I don't see why we'd need to do this? If the buffer size is smaller than the packet size I think we want to just drop the packet, and I think that's compatible with the above code. |
OK, sounds good! |
We should enable this test when we fix shadow#1341
Once we get this working, we should check if we want to increase the speed threshold in the tgen tests from 85% up to something higher (e.g., 90%). |
Suppose a UDP buffer fits 10 packets. The receiver called read and is waiting for incoming packets. The sender sent 100 packets all at the same time.
Those 100 packets arrive at the receiver all at t=0. After the first one gets added to the buffer, we notice that the receiver needs to be woken up to read. We add an event to the queue to wake up the receiver. But if it gets added after those other 99 packet events that are already in the queue, then:
Clearly, we need a way to wake up the receiver in between some number of packet receive events, so they get a chance to read out some of the packets, so we don't drop any of them.

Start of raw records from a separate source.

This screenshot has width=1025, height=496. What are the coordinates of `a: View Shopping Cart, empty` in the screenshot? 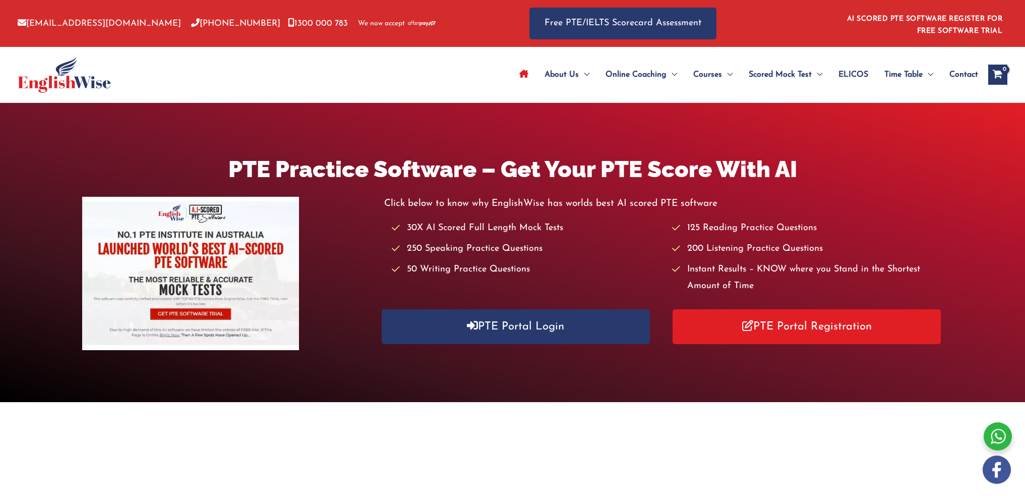 It's located at (998, 75).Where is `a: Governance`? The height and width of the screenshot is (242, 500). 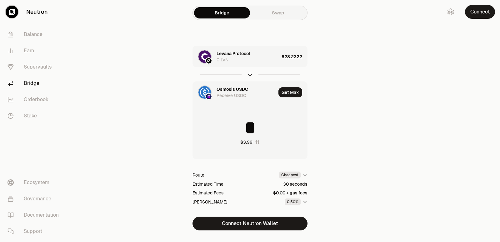
a: Governance is located at coordinates (35, 198). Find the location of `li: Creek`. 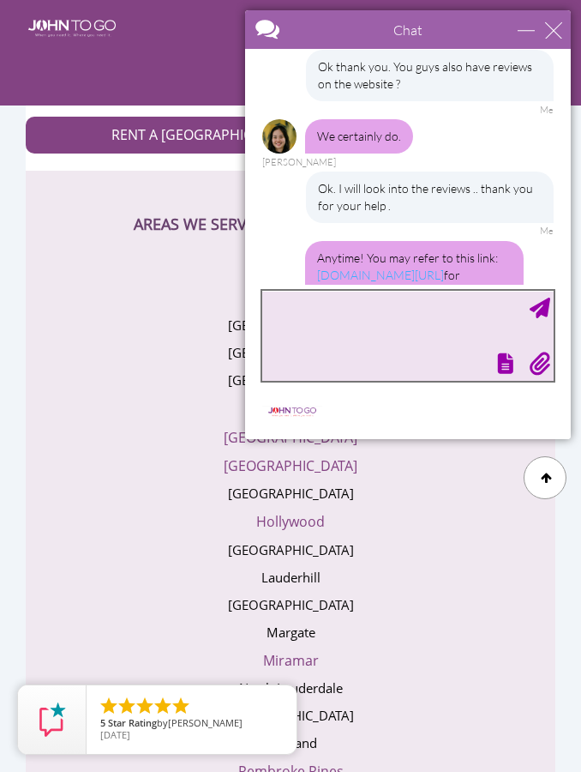

li: Creek is located at coordinates (291, 294).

We have verified that an infinite size buffer fixes the problem.
One possible way to deal with this is that each host keeps 2 separate queues, one for packets (which other hosts can insert into), and one for local host tasks (which a host can only insert into itself). Then at a specific nanosecond
t
and packet processing thresholdp
, we:t
p
packets with time=t
t
This gives us better control over executing simulator tasks vs processing new packets.